Conditional Random Fields (CRF)
A discriminative probabilistic model for segmenting and labeling sequence data. CRFs excel at capturing dependencies between adjacent tags, ensuring valid BIO transitions. However, standard linear-chain CRFs assume a single label per token, making them incompatible with nested structures. They are often replaced by hypergraph-based CRFs or discarded entirely in favor of span-based models for nested clinical NER tasks.
Concept Normalization
The downstream task of mapping a recognized clinical entity mention to its unique Concept Unique Identifier (CUI) in the UMLS Metathesaurus. In nested NER, normalization becomes more complex because a parent entity (e.g., 'metastatic carcinoma') and its child (e.g., 'carcinoma') may map to different CUIs with distinct semantic types, requiring the system to maintain hierarchical grounding fidelity.
Clinical NLP Pipeline
A modular, sequential architecture orchestrating components for tokenization, NER, negation detection, and concept normalization.
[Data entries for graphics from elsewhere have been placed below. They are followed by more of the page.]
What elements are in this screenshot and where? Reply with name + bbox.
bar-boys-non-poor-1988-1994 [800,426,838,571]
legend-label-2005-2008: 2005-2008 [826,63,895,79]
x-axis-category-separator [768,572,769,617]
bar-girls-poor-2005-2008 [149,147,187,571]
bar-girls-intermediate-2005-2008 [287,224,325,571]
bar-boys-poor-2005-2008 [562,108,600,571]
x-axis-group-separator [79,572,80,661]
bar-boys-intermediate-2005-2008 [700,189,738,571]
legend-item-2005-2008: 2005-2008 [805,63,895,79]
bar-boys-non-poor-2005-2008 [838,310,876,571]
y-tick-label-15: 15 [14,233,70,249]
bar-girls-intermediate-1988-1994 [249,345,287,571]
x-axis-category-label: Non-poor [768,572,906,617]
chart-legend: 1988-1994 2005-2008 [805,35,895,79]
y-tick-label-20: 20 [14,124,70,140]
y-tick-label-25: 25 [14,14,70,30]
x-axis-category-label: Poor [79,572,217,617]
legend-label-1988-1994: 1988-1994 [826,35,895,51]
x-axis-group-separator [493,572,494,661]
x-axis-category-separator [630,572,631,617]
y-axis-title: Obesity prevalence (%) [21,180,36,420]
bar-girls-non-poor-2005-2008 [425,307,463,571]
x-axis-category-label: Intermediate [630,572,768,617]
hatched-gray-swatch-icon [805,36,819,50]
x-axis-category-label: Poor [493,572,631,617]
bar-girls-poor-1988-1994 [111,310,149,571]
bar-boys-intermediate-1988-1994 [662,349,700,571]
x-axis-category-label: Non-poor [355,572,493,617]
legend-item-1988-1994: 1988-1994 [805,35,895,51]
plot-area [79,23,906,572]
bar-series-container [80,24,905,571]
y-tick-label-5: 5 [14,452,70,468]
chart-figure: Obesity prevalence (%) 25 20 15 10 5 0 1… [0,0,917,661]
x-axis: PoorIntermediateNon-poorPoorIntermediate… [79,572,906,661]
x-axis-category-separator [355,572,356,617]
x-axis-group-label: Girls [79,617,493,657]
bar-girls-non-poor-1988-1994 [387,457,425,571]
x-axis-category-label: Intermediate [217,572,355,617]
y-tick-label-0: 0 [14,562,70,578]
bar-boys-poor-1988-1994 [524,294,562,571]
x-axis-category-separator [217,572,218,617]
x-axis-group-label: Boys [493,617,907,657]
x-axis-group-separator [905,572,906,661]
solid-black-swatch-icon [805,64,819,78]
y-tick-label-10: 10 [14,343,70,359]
Supporting nested NER requires a pipeline design that preserves span provenance across stages—ensuring that a negation signal applied to a parent entity correctly propagates to all its children, and that extracted hierarchical relationships survive through to final structured output.
Hybrid NER
An approach combining high-precision rule-based systems with high-recall statistical models. For nested entities, hybrid systems can use deterministic rules to define parent-child relationships (e.g., a regex for 'dosage' always being a child of 'medication') while letting a neural span categorizer handle ambiguous boundaries. This balances the structural rigidity needed for hierarchy with the flexibility of machine learning.

About the author
Prasad Kumkar
CEO & MD, Inference Systems
Prasad Kumkar is the CEO & MD of Inference Systems and writes about AI systems architecture, LLM infrastructure, model serving, evaluation, and production deployment. Over 5+ years, he has worked across computer vision models, L5 autonomous vehicle systems, and LLM research, with a focus on taking complex AI ideas into real-world engineering systems.
His work and writing cover AI systems, large language models, AI agents, multimodal systems, autonomous systems, inference optimization, RAG, evaluation, and production AI engineering.